When I first started working on GuardianShot, I thought the hardest part would be the hardware. I was wrong. The real challenge was building an ML model that could run on a microcontroller with 256KB of RAM while still being accurate enough to save vaccines.
The Problem with Traditional Monitoring
Traditional cold chain monitoring is reactive. A sensor reads the temperature, and if it's out of range, an alarm sounds. By then, it's often too late—the vaccines have been compromised, and the damage is done.
What we needed was a predictive system. Something that could see a temperature anomaly coming 30 minutes before it happened, giving healthcare workers time to intervene.
Why TinyML?
The obvious solution would be to stream sensor data to the cloud and run predictions there. But in remote clinics with unreliable internet? That's a non-starter. We needed edge inference.
TinyML—machine learning optimized for microcontrollers—was the answer. But it came with serious constraints: limited memory, no floating-point unit, and power consumption that had to be measured in microwatts.
Training the Model
We started with an LSTM architecture, which is great for time-series prediction. The challenge was compressing it from a 2MB model to something that could fit in 200KB while maintaining accuracy.
The process involved: quantization (converting 32-bit floats to 8-bit integers), pruning (removing unnecessary connections), and knowledge distillation (training a smaller model to mimic a larger one).
After weeks of iteration, we achieved 94% accuracy on anomaly prediction with a 30-minute lead time. The model runs in under 50ms on an ESP32.
Lessons Learned
1. **Start with data**: We spent two months collecting temperature data from real cold chain scenarios before writing a single line of model code.
2. **Optimize last**: Build a working model first, then optimize. Premature optimization wasted us weeks.
3. **Test on hardware early**: Simulation doesn't catch everything. We discovered memory issues only when we deployed to actual devices.
The GuardianShot system is now deployed in three pilot clinics, and the results have exceeded our expectations. But more importantly, I learned that the most impactful ML isn't always the most complex—sometimes it's the most constrained.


• [Task brief]: From the first line to the last, please write out the data exactly.

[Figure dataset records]
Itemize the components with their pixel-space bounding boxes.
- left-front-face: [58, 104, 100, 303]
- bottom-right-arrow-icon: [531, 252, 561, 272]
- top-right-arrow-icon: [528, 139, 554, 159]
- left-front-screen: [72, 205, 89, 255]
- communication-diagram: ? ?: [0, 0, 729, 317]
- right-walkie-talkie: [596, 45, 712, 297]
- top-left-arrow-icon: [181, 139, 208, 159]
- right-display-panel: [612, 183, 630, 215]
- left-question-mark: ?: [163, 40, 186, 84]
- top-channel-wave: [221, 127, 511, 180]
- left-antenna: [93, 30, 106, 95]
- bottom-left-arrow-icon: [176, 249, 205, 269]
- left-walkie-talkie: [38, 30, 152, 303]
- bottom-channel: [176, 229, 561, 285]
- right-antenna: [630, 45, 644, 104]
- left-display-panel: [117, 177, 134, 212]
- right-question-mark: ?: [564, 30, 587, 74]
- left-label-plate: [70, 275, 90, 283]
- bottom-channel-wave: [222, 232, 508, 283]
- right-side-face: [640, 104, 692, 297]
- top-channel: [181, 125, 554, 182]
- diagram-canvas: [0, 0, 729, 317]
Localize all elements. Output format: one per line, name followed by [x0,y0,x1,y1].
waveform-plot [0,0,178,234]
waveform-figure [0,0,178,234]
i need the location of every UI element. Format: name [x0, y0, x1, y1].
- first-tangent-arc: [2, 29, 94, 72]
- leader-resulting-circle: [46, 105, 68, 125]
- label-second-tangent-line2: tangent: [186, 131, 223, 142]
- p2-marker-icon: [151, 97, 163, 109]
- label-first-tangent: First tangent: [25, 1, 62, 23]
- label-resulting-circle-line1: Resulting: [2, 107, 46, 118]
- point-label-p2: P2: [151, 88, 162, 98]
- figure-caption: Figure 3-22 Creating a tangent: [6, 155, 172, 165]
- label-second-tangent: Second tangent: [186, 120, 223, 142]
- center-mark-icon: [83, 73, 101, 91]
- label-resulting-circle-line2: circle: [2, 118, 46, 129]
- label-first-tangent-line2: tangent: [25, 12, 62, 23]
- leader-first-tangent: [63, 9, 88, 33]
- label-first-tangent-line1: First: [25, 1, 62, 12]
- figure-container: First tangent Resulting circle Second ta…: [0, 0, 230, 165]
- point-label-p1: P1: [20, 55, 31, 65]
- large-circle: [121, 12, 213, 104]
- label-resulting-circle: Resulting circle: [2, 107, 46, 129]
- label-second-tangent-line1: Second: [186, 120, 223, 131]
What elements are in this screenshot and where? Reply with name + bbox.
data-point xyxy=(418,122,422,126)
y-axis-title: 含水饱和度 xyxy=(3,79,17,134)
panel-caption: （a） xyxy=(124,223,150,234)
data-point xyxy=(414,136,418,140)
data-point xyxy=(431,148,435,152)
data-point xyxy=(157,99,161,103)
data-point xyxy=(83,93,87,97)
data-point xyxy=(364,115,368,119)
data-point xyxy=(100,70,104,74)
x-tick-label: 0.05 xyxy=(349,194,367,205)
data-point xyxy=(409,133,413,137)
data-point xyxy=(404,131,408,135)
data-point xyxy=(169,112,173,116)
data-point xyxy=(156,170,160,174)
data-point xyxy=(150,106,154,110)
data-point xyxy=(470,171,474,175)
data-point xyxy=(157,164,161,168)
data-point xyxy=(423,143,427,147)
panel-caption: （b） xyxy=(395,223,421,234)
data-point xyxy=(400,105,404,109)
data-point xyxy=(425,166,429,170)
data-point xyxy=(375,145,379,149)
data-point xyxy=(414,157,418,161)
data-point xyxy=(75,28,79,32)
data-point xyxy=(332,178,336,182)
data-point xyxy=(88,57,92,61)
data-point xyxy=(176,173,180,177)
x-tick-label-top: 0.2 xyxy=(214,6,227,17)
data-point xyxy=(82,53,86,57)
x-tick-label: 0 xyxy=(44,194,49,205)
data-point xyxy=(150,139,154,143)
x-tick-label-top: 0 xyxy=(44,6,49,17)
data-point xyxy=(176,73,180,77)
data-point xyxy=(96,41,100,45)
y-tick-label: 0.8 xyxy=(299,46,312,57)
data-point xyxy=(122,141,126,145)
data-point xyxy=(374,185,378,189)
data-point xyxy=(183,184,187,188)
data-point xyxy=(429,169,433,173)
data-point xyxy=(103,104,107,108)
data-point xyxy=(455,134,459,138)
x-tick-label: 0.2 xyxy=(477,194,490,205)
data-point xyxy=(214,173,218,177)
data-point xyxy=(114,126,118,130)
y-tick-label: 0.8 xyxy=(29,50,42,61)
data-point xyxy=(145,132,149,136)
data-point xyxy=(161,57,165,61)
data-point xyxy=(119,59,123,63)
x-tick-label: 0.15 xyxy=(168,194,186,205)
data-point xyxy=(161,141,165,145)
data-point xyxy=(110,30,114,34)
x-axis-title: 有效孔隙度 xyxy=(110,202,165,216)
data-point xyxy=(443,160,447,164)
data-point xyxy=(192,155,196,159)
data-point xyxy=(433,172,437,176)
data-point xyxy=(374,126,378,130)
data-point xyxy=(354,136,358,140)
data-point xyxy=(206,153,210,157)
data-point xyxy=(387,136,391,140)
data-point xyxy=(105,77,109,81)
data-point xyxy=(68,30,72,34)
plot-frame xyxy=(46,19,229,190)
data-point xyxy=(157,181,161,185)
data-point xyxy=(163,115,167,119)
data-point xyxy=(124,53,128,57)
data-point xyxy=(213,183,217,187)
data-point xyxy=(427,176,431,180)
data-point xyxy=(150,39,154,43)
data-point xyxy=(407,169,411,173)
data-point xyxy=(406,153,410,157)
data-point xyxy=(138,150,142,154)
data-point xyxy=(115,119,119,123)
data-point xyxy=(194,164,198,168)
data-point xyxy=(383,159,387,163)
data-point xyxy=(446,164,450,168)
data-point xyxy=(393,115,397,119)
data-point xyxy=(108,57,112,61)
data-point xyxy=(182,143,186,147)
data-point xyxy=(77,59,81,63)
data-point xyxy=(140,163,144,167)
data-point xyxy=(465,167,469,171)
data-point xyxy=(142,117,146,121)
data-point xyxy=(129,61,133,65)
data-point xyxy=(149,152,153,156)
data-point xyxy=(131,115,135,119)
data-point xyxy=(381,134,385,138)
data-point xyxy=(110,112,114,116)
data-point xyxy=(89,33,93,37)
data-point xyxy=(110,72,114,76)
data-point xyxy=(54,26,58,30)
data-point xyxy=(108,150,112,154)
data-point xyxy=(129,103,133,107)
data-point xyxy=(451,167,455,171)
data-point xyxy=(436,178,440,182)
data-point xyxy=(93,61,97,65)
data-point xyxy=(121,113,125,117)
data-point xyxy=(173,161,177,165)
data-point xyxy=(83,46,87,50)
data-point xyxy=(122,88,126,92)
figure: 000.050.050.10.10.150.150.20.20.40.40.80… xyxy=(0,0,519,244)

• [Answer to the exercise]:
Itemize the components with their pixel-space bounding boxes.
- left-front-face: [58, 104, 100, 303]
- bottom-right-arrow-icon: [531, 252, 561, 272]
- top-right-arrow-icon: [528, 139, 554, 159]
- left-front-screen: [72, 205, 89, 255]
- communication-diagram: ? ?: [0, 0, 729, 317]
- right-walkie-talkie: [596, 45, 712, 297]
- top-left-arrow-icon: [181, 139, 208, 159]
- right-display-panel: [612, 183, 630, 215]
- left-question-mark: ?: [163, 40, 186, 84]
- top-channel-wave: [221, 127, 511, 180]
- left-antenna: [93, 30, 106, 95]
- bottom-left-arrow-icon: [176, 249, 205, 269]
- left-walkie-talkie: [38, 30, 152, 303]
- bottom-channel: [176, 229, 561, 285]
- right-antenna: [630, 45, 644, 104]
- left-display-panel: [117, 177, 134, 212]
- right-question-mark: ?: [564, 30, 587, 74]
- left-label-plate: [70, 275, 90, 283]
- bottom-channel-wave: [222, 232, 508, 283]
- right-side-face: [640, 104, 692, 297]
- top-channel: [181, 125, 554, 182]
- diagram-canvas: [0, 0, 729, 317]
Localize all elements. Output format: one per line, name followed by [x0,y0,x1,y1].
waveform-plot [0,0,178,234]
waveform-figure [0,0,178,234]
i need the location of every UI element. Format: name [x0, y0, x1, y1].
- first-tangent-arc: [2, 29, 94, 72]
- leader-resulting-circle: [46, 105, 68, 125]
- label-second-tangent-line2: tangent: [186, 131, 223, 142]
- p2-marker-icon: [151, 97, 163, 109]
- label-first-tangent: First tangent: [25, 1, 62, 23]
- label-resulting-circle-line1: Resulting: [2, 107, 46, 118]
- point-label-p2: P2: [151, 88, 162, 98]
- figure-caption: Figure 3-22 Creating a tangent: [6, 155, 172, 165]
- label-second-tangent: Second tangent: [186, 120, 223, 142]
- center-mark-icon: [83, 73, 101, 91]
- label-resulting-circle-line2: circle: [2, 118, 46, 129]
- label-first-tangent-line2: tangent: [25, 12, 62, 23]
- leader-first-tangent: [63, 9, 88, 33]
- label-first-tangent-line1: First: [25, 1, 62, 12]
- figure-container: First tangent Resulting circle Second ta…: [0, 0, 230, 165]
- point-label-p1: P1: [20, 55, 31, 65]
- large-circle: [121, 12, 213, 104]
- label-resulting-circle: Resulting circle: [2, 107, 46, 129]
- label-second-tangent-line1: Second: [186, 120, 223, 131]
What elements are in this screenshot and where? Reply with name + bbox.
data-point xyxy=(418,122,422,126)
y-axis-title: 含水饱和度 xyxy=(3,79,17,134)
panel-caption: （a） xyxy=(124,223,150,234)
data-point xyxy=(414,136,418,140)
data-point xyxy=(431,148,435,152)
data-point xyxy=(157,99,161,103)
data-point xyxy=(83,93,87,97)
data-point xyxy=(364,115,368,119)
data-point xyxy=(100,70,104,74)
x-tick-label: 0.05 xyxy=(349,194,367,205)
data-point xyxy=(409,133,413,137)
data-point xyxy=(404,131,408,135)
data-point xyxy=(169,112,173,116)
data-point xyxy=(156,170,160,174)
data-point xyxy=(150,106,154,110)
data-point xyxy=(470,171,474,175)
data-point xyxy=(157,164,161,168)
data-point xyxy=(423,143,427,147)
panel-caption: （b） xyxy=(395,223,421,234)
data-point xyxy=(400,105,404,109)
data-point xyxy=(425,166,429,170)
data-point xyxy=(375,145,379,149)
data-point xyxy=(414,157,418,161)
data-point xyxy=(75,28,79,32)
data-point xyxy=(332,178,336,182)
data-point xyxy=(88,57,92,61)
data-point xyxy=(176,173,180,177)
x-tick-label-top: 0.2 xyxy=(214,6,227,17)
data-point xyxy=(82,53,86,57)
x-tick-label: 0 xyxy=(44,194,49,205)
data-point xyxy=(150,139,154,143)
x-tick-label-top: 0 xyxy=(44,6,49,17)
data-point xyxy=(176,73,180,77)
data-point xyxy=(96,41,100,45)
y-tick-label: 0.8 xyxy=(299,46,312,57)
data-point xyxy=(122,141,126,145)
data-point xyxy=(374,185,378,189)
data-point xyxy=(183,184,187,188)
data-point xyxy=(429,169,433,173)
data-point xyxy=(103,104,107,108)
data-point xyxy=(455,134,459,138)
x-tick-label: 0.2 xyxy=(477,194,490,205)
data-point xyxy=(214,173,218,177)
data-point xyxy=(114,126,118,130)
y-tick-label: 0.8 xyxy=(29,50,42,61)
data-point xyxy=(145,132,149,136)
data-point xyxy=(161,57,165,61)
data-point xyxy=(119,59,123,63)
x-tick-label: 0.15 xyxy=(168,194,186,205)
data-point xyxy=(161,141,165,145)
data-point xyxy=(110,30,114,34)
x-axis-title: 有效孔隙度 xyxy=(110,202,165,216)
data-point xyxy=(443,160,447,164)
data-point xyxy=(192,155,196,159)
data-point xyxy=(433,172,437,176)
data-point xyxy=(374,126,378,130)
data-point xyxy=(354,136,358,140)
data-point xyxy=(206,153,210,157)
data-point xyxy=(387,136,391,140)
data-point xyxy=(105,77,109,81)
data-point xyxy=(68,30,72,34)
plot-frame xyxy=(46,19,229,190)
data-point xyxy=(157,181,161,185)
data-point xyxy=(163,115,167,119)
data-point xyxy=(124,53,128,57)
data-point xyxy=(213,183,217,187)
data-point xyxy=(427,176,431,180)
data-point xyxy=(150,39,154,43)
data-point xyxy=(407,169,411,173)
data-point xyxy=(406,153,410,157)
data-point xyxy=(138,150,142,154)
data-point xyxy=(115,119,119,123)
data-point xyxy=(194,164,198,168)
data-point xyxy=(383,159,387,163)
data-point xyxy=(446,164,450,168)
data-point xyxy=(393,115,397,119)
data-point xyxy=(108,57,112,61)
data-point xyxy=(182,143,186,147)
data-point xyxy=(77,59,81,63)
data-point xyxy=(140,163,144,167)
data-point xyxy=(465,167,469,171)
data-point xyxy=(142,117,146,121)
data-point xyxy=(129,61,133,65)
data-point xyxy=(149,152,153,156)
data-point xyxy=(131,115,135,119)
data-point xyxy=(381,134,385,138)
data-point xyxy=(110,112,114,116)
data-point xyxy=(89,33,93,37)
data-point xyxy=(110,72,114,76)
data-point xyxy=(54,26,58,30)
data-point xyxy=(108,150,112,154)
data-point xyxy=(129,103,133,107)
data-point xyxy=(451,167,455,171)
data-point xyxy=(436,178,440,182)
data-point xyxy=(93,61,97,65)
data-point xyxy=(121,113,125,117)
data-point xyxy=(173,161,177,165)
data-point xyxy=(83,46,87,50)
data-point xyxy=(122,88,126,92)
figure: 000.050.050.10.10.150.150.20.20.40.40.80… xyxy=(0,0,519,244)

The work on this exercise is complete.